Archives

  • www.xinsurance.com
Advertisement
The Newspaper for the Future of Miami
Connect with us:
  • Facebook
  • Twitter
  • Instagram
  • Linkedin
Front Page » Breaking News » Tough-talking mayor cites ‘mismanagement’ in county project

Tough-talking mayor cites ‘mismanagement’ in county project

  • www.miamitodayepaper.com
Advertisement

Written by on August 30, 2017

Citing “gross negligence and mismanagement” by at least seven county employees, Miami-Dade Manager Carlos Giménez last week told county commissioners by memo that a major renovations project in Liberty City is facing a $3.5 million shortfall.

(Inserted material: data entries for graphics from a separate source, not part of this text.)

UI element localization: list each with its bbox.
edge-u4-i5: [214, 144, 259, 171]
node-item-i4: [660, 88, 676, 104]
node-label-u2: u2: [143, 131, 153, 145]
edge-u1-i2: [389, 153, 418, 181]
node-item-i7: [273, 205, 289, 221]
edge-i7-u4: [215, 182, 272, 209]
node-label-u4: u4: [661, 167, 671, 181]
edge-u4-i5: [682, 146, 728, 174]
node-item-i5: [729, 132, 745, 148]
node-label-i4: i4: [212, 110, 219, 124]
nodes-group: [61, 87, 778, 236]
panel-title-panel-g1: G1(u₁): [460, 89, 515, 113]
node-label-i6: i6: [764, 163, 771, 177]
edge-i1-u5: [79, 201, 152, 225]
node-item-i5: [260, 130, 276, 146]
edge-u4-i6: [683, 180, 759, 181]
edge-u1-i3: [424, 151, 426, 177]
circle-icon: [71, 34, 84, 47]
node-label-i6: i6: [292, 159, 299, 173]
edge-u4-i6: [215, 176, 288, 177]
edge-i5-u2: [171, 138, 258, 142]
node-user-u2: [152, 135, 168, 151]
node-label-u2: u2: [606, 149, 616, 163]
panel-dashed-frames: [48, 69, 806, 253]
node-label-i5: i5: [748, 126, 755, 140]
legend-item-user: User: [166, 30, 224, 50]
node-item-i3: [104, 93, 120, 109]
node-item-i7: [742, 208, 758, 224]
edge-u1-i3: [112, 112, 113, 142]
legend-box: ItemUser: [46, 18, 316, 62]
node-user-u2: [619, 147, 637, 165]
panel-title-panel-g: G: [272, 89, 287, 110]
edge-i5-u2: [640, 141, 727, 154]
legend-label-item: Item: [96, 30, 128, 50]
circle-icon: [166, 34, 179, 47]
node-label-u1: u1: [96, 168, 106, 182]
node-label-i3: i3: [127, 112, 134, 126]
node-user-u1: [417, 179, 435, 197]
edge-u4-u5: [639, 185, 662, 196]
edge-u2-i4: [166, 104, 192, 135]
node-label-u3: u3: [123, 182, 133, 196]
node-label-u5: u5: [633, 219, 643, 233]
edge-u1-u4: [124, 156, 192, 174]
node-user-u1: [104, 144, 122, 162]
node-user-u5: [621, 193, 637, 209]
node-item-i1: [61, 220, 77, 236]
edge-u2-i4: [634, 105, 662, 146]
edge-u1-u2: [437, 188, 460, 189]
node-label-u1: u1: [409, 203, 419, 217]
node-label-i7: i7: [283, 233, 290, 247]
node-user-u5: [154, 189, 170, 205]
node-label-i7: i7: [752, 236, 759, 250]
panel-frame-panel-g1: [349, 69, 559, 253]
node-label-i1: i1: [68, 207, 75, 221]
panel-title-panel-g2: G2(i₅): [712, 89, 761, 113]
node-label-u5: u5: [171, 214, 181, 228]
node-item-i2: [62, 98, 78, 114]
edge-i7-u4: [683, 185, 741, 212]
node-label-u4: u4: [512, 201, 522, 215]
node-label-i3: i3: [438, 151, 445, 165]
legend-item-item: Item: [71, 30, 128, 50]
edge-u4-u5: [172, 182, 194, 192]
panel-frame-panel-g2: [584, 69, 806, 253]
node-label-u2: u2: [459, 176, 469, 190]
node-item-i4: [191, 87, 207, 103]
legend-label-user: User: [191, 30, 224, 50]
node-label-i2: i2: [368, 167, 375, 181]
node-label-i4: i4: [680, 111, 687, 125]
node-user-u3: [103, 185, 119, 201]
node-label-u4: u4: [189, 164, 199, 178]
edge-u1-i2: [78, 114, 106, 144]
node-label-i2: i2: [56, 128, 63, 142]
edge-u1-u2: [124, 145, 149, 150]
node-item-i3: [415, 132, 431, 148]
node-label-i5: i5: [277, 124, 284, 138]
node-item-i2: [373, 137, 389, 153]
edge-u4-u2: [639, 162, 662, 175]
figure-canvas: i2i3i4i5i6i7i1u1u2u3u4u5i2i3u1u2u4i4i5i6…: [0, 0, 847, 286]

The mayor said county staff had recently discovered that a change order will be required to complete the Joseph Caleb Parking Garage and Tower Courtroom project, which was budgeted at $28.1 million.

“An established monthly project reconciliation procedure was not adhered to, and the result is a project that is underway that cannot be completed without a change order,” the mayor wrote. A number of other county facilities-related projects may be delayed in order to come up with the money to finish the job, he wrote.

The change order, he said, would come before the county commission for action.

The project is on the site of the former parking lot for the 962-seat Joseph Caleb Auditorium at 5400 NW 22nd Ave., which has featured community forums, concerts, movie screenings and community productions. The center was closed in December 2014 to make way for the project, which is to include a new courthouse with two courtrooms and a parking garage for about 300 cars.

During the closure, public offices in the Caleb Center were to be moved to the Martin Luther King Building on Northwest 62nd Street.

The center had been scheduled to reopen in December 2016.

“The magnitude of this shortfall demonstrates the gross negligence and mismanagement of this project by certain individuals within the Internal Services Department,” the mayor wrote. “The Internal Services Director is undertaking at least seven different disciplinary actions as a result of this mismanagement, up to and including termination.”

Tara Smith, the department’s director, wrote to the mayor that the failure to hold expenditures on the project to the approved budget “shows a complete disregard of the responsibility that public servants hold to be good stewards of our taxpayers’ dollars.”

Ms. Smith, who was not the department director at the time the project began in 2012, wrote that “this is a major failure on the part of my department.”

The mayor wrote that solutions and corrective actions are underway. He did not indicate when the project will be completed, though he did say that the added funds to complete the project will appear in county budgets over the next three years.